Black Inc
David Marr is not on the list of Australian living treasures, but perhaps he should be. Among our best journalists, he stands out as someone who has consistently challenged the powerful, at his best with forensic skill and deep research. Like other journalist–authors such as Anne Summers and George Megalogenis ...
... (read more)Nick Hordern reviews 'The Hall of Uselessness: Collected Essays' by Simon Leys
Simon Leys is the pen name of the distinguished academic Pierre Ryckmans, who came to notice, first as a sinologist, then as a critic and author. The essays in this collection, composed over more than three decades during which Ryckmans held appointments at the Australian National University and the University of Sydney, cover a wide range of subjects ...
... (read more)Kate Middleton reviews 'The Best Australian Poems 2011' edited by John Tranter
With the recent focus on new anthologies in the Australian poetry community firmly placed on UNSW Press’s Australian Poetry Since 1788 (edited by Geoffrey Lehmann and Robert Gray) and the publication of two anthologies dedicated to the work of younger poets (UQP’s Thirty Australian Poets and ...
... (read more)Joel Deane reviews 'The Sweet Spot: How Australia made its own luck – and could now throw it all away' by Peter Hartcher and 'The Fog On The Hill: How NSW Labor lost its way' by Frank Sartor
On 7 November, Paul Keating appeared on ABC TV’s 7.30 to promote his new book of speeches, After Words. Keating’s response to Leigh Sales’s first question about political leadership was instructive:
... (read more)Ruth Starke reviews 'The Best Australian Stories 2011' edited by Cate Kennedy
The ABC Shop is currently selling online The Best Australian Stories 2010 for $14.99. ‘Ideal for summer reading’ its advertising says, and it surely doesn’t matter which summer. At that price you might get yourself a copy and sling it in your beach bag, unless you suspect it might dampen your holiday mood. More than a few reviewers found the overall tone of the collection bleak and negative: ‘one of the more depressing reads of the year’, wrote Chris Flynn in these pages (February 2011). If that doesn’t sound like ideal beach reading, shell out the full RRP and buy The Best Australian Stories 2011.
... (read more)Peter Mares reviews 'Into the Woods: The Battle for Tasmania’s Forests' by Anna Krien
On the day that I finished reading Into the Woods, I opened the newspaper to a report that Gunns was withdrawing from native forest logging to base its future business entirely on plantation-grown timber. Given that Gunns controls almost eighty-five per cent of the wood products traded in Tasmania, this has raised hopes of an end to the decades-old forest w ...
Robert Phiddian reviews 'Bad News: Murdoch’s Australian and the Shaping of the Nation' (Quarterly Essay 43) by Robert Manne
Were I Editor in Chief of The Australian for a day, the first thing I would do is can the ‘Cut and Paste’ section on the Letters page. Its schoolyard bullying of the fools and knaves idiotic enough to oppose the paper’s line – usual suspects include Fairfax journalists, the ABC, Greens politicians, Tim Flannery, and Robert Manne – lies at the heart of what stops The Australian from being a great newspaper. A favourite game is quoting a commentator saying discordant things at different times. As an argument, this is right up there with great moments in adolescent wit like, ‘You said Chanelle was a slag last week, and now you are going out with her!’
... (read more)It is a mark perhaps of her publisher’s confidence and her own bestselling status that the cover of Alice Pung’s second book has her name in large print, dwarfing even the title itself. Her Father’s Daughter is the sequel to Pung’s Unpolished Gem (2006), and the memoir picks up a couple of years later with the author having dusted away adolescence and now being in the midst of the equally bewildering twenty-something years.
... (read more)John Rickard reviews '1835: The Founding of Melbourne and the Conquest of Australia' by James Boyce
The title of this book might, to an innocent observer, suggest a triumphalist history, an impression that could be reinforced by the preface, which argues that the setting up of a squatters’ camp on the banks of the Yarra in 1835 ‘had a significance far beyond the baptism of a great city’, and concludes with the ...
... (read more)Philip Mead reviews 'The Best Australian Poems 2010' edited by Robert Adamson
Anyone who hasn’t caught up with the thriving diversity of recent Australian poetry should get hold of this second annual anthology from Black Inc. edited by Robert Adamson. It’s a richly impressive selection from all corners of the Australian poetic field and across the generations, from Bruce Dawe and Frank Kellaway to younger poets yet to publish a first book. For more specialist readers, with a comparative eye on contemporary poetry in English, Adamson’s soundings demonstrate amply how mature and vital Australian poetry is.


**Problem statement:** Repeat verbatim, and only, the lines of the data below, beginning at the line that contains "Locate an element on the screen. The" and stopping after the line that contains "This screenshot has height=430, width=813.".

··········

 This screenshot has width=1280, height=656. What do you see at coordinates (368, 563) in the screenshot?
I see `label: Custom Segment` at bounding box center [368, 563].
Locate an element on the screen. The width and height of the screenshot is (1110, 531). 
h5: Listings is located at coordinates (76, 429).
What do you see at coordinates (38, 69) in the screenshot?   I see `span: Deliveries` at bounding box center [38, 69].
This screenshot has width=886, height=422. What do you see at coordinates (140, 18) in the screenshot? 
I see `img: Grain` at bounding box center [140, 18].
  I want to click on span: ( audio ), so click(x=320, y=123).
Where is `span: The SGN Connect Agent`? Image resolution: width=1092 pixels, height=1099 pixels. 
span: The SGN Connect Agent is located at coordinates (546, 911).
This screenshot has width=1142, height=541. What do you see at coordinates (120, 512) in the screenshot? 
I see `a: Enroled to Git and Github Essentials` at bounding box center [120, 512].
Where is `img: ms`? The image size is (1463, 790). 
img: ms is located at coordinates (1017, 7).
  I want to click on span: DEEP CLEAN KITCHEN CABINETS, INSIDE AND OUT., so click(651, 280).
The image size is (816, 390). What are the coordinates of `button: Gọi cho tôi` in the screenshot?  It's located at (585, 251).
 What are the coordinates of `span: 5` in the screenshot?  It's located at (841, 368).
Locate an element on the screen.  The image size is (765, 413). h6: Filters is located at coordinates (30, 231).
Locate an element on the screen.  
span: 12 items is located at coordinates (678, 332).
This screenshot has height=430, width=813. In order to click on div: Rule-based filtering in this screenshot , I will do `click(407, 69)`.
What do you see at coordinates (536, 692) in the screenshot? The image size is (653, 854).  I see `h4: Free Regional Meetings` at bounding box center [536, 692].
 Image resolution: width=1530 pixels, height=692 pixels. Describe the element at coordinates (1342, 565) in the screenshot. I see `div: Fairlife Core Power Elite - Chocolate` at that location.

··········

**Exercise result:**
Locate an element on the screen. The width and height of the screenshot is (1110, 531). 
h5: Listings is located at coordinates (76, 429).
What do you see at coordinates (38, 69) in the screenshot?   I see `span: Deliveries` at bounding box center [38, 69].
This screenshot has width=886, height=422. What do you see at coordinates (140, 18) in the screenshot? 
I see `img: Grain` at bounding box center [140, 18].
  I want to click on span: ( audio ), so click(x=320, y=123).
Where is `span: The SGN Connect Agent`? Image resolution: width=1092 pixels, height=1099 pixels. 
span: The SGN Connect Agent is located at coordinates (546, 911).
This screenshot has width=1142, height=541. What do you see at coordinates (120, 512) in the screenshot? 
I see `a: Enroled to Git and Github Essentials` at bounding box center [120, 512].
Where is `img: ms`? The image size is (1463, 790). 
img: ms is located at coordinates (1017, 7).
  I want to click on span: DEEP CLEAN KITCHEN CABINETS, INSIDE AND OUT., so click(651, 280).
The image size is (816, 390). What are the coordinates of `button: Gọi cho tôi` in the screenshot?  It's located at (585, 251).
 What are the coordinates of `span: 5` in the screenshot?  It's located at (841, 368).
Locate an element on the screen.  The image size is (765, 413). h6: Filters is located at coordinates (30, 231).
Locate an element on the screen.  
span: 12 items is located at coordinates (678, 332).
This screenshot has height=430, width=813. In order to click on div: Rule-based filtering in this screenshot , I will do `click(407, 69)`.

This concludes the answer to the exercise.